SKB is currently undertaking a detailed site investigation programme (SIP) to characterise the geology and surface ecosystems in areas around potential sites for a planned repository for spent nuclear fuel. This report reviews site specific and generic data types needed to characterise biosphere processes relevant to the evaluation of long-term radiological safety in the context of assessments of future impacts arising from the deep geologic disposal of spent nuclear fuel. Focus is on the types of data that make up the different elements of radiological assessment models and how the data used relate to site-specific characteristics. The relevance of the SIP to the development of assessment models for long-term assessment is addressed, including the representation of the geospherebiosphere interface.
Reference to SKB’s programme is made in order to determine how well the current programme will meet the needs of assessment models that will be developed and used in the assessment of long-term safety. The review also provides SSI with a basis for the planning of further SSI R&D work. The process, by which site-specific information is converted into a form suitable for use in numerical assessment models, can be quite complex. An overview of assessment model concepts is provided and the links between these and real-word site information considered. Focusing on the needs of assessment models, the review provides a summary of the main types of analyses and site-specific models that are needed for safety evaluations. Review of the SIP indicates that information from the programme feeds into a set of detailed site description models. However there is a gap between the descriptive components and the detailed model descriptions needed to configure numerical assessment models. Details of system evolution are not clearly dealt with in the programme.
The SIP focuses on a detailed description of the site the present day. However, radiological impacts are not expected to reach their peak until far into the future. It is not yet apparent how SKB will use SIP information in the representation of the biosphere system at future times. It is concluded that the SIP addresses the right kind of entities to allow radiological assessment models to be defined. However it is suggested that a change of emphasis be introduced, so as to focus more on the driving forces for contaminant bearing material fluxes rather than on turnover times. This means that more attention should be paid to the physical transport processes, integrating existing details of the different ecosystems relevant to Swedish conditions. Developments of assessment modelling capability should consider the need to include a more spatially extended assessment model representation than has been the case so far in radiological assessments.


An exact, picture-free copy of the listing is required.

── Entries provided ──

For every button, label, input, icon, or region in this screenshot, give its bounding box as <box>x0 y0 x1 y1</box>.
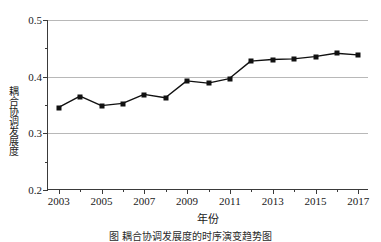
figure-container: 耦合协调发展度 0.20.30.40.5 2003200520072009201… <box>0 0 381 242</box>
x-axis-tick <box>59 189 60 194</box>
x-axis-minor-tick <box>80 189 81 192</box>
figure-caption: 图 耦合协调发展度的时序演变趋势图 <box>0 231 381 242</box>
data-point <box>249 59 254 64</box>
y-axis-tick-label: 0.4 <box>28 71 42 82</box>
data-point <box>163 96 168 101</box>
data-point <box>99 104 104 109</box>
x-axis-tick <box>187 189 188 194</box>
x-axis-minor-tick <box>166 189 167 192</box>
data-point <box>185 79 190 84</box>
plot-area: 0.20.30.40.5 200320052007200920112013201… <box>47 20 368 190</box>
x-axis-tick-label: 2003 <box>48 196 70 207</box>
x-axis-title: 年份 <box>47 213 368 225</box>
data-point <box>334 51 339 56</box>
x-axis-tick-label: 2013 <box>262 196 284 207</box>
data-point <box>142 92 147 97</box>
data-point <box>206 81 211 86</box>
x-axis-minor-tick <box>337 189 338 192</box>
x-axis-minor-tick <box>251 189 252 192</box>
data-point <box>227 76 232 81</box>
x-axis-tick-label: 2017 <box>347 196 369 207</box>
data-point <box>292 57 297 62</box>
x-axis-tick-label: 2005 <box>91 196 113 207</box>
x-axis-tick-label: 2011 <box>219 196 241 207</box>
x-axis-tick <box>358 189 359 194</box>
x-axis-minor-tick <box>123 189 124 192</box>
data-point <box>56 105 61 110</box>
x-axis-minor-tick <box>209 189 210 192</box>
y-axis-title: 耦合协调发展度 <box>4 86 18 156</box>
y-axis-tick-label: 0.2 <box>28 185 42 196</box>
x-axis-minor-tick <box>294 189 295 192</box>
data-point <box>78 94 83 99</box>
y-axis-tick-label: 0.3 <box>28 128 42 139</box>
x-axis-tick-label: 2015 <box>305 196 327 207</box>
x-axis-tick-label: 2009 <box>176 196 198 207</box>
x-axis-tick <box>273 189 274 194</box>
x-axis-tick <box>230 189 231 194</box>
data-point <box>313 54 318 59</box>
data-point <box>120 101 125 106</box>
x-axis-tick <box>316 189 317 194</box>
y-axis-tick <box>43 190 48 191</box>
x-axis-tick <box>102 189 103 194</box>
data-point <box>356 53 361 58</box>
data-point <box>270 57 275 62</box>
series-line <box>48 20 368 189</box>
y-axis-tick-label: 0.5 <box>28 15 42 26</box>
x-axis-tick-label: 2007 <box>133 196 155 207</box>
x-axis-tick <box>144 189 145 194</box>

───

• Response area:
For every button, label, input, icon, or region in this screenshot, give its bounding box as <box>x0 y0 x1 y1</box>.
figure-container: 耦合协调发展度 0.20.30.40.5 2003200520072009201… <box>0 0 381 242</box>
x-axis-tick <box>59 189 60 194</box>
x-axis-minor-tick <box>80 189 81 192</box>
figure-caption: 图 耦合协调发展度的时序演变趋势图 <box>0 231 381 242</box>
data-point <box>249 59 254 64</box>
y-axis-tick-label: 0.4 <box>28 71 42 82</box>
data-point <box>163 96 168 101</box>
data-point <box>99 104 104 109</box>
x-axis-tick <box>187 189 188 194</box>
x-axis-minor-tick <box>166 189 167 192</box>
data-point <box>185 79 190 84</box>
plot-area: 0.20.30.40.5 200320052007200920112013201… <box>47 20 368 190</box>
x-axis-tick-label: 2003 <box>48 196 70 207</box>
x-axis-title: 年份 <box>47 213 368 225</box>
data-point <box>334 51 339 56</box>
x-axis-tick-label: 2013 <box>262 196 284 207</box>
data-point <box>142 92 147 97</box>
data-point <box>206 81 211 86</box>
x-axis-minor-tick <box>337 189 338 192</box>
x-axis-minor-tick <box>251 189 252 192</box>
data-point <box>227 76 232 81</box>
x-axis-tick-label: 2017 <box>347 196 369 207</box>
data-point <box>292 57 297 62</box>
x-axis-tick-label: 2005 <box>91 196 113 207</box>
x-axis-tick-label: 2011 <box>219 196 241 207</box>
x-axis-tick <box>358 189 359 194</box>
x-axis-minor-tick <box>123 189 124 192</box>
data-point <box>56 105 61 110</box>
x-axis-minor-tick <box>209 189 210 192</box>
y-axis-title: 耦合协调发展度 <box>4 86 18 156</box>
y-axis-tick-label: 0.2 <box>28 185 42 196</box>
x-axis-minor-tick <box>294 189 295 192</box>
data-point <box>78 94 83 99</box>
y-axis-tick-label: 0.3 <box>28 128 42 139</box>
x-axis-tick-label: 2015 <box>305 196 327 207</box>
x-axis-tick-label: 2009 <box>176 196 198 207</box>
x-axis-tick <box>273 189 274 194</box>
x-axis-tick <box>230 189 231 194</box>
data-point <box>313 54 318 59</box>
data-point <box>120 101 125 106</box>
x-axis-tick <box>316 189 317 194</box>
y-axis-tick <box>43 190 48 191</box>
x-axis-tick <box>102 189 103 194</box>
data-point <box>356 53 361 58</box>
data-point <box>270 57 275 62</box>
series-line <box>48 20 368 189</box>
y-axis-tick-label: 0.5 <box>28 15 42 26</box>
x-axis-tick-label: 2007 <box>133 196 155 207</box>
x-axis-tick <box>144 189 145 194</box>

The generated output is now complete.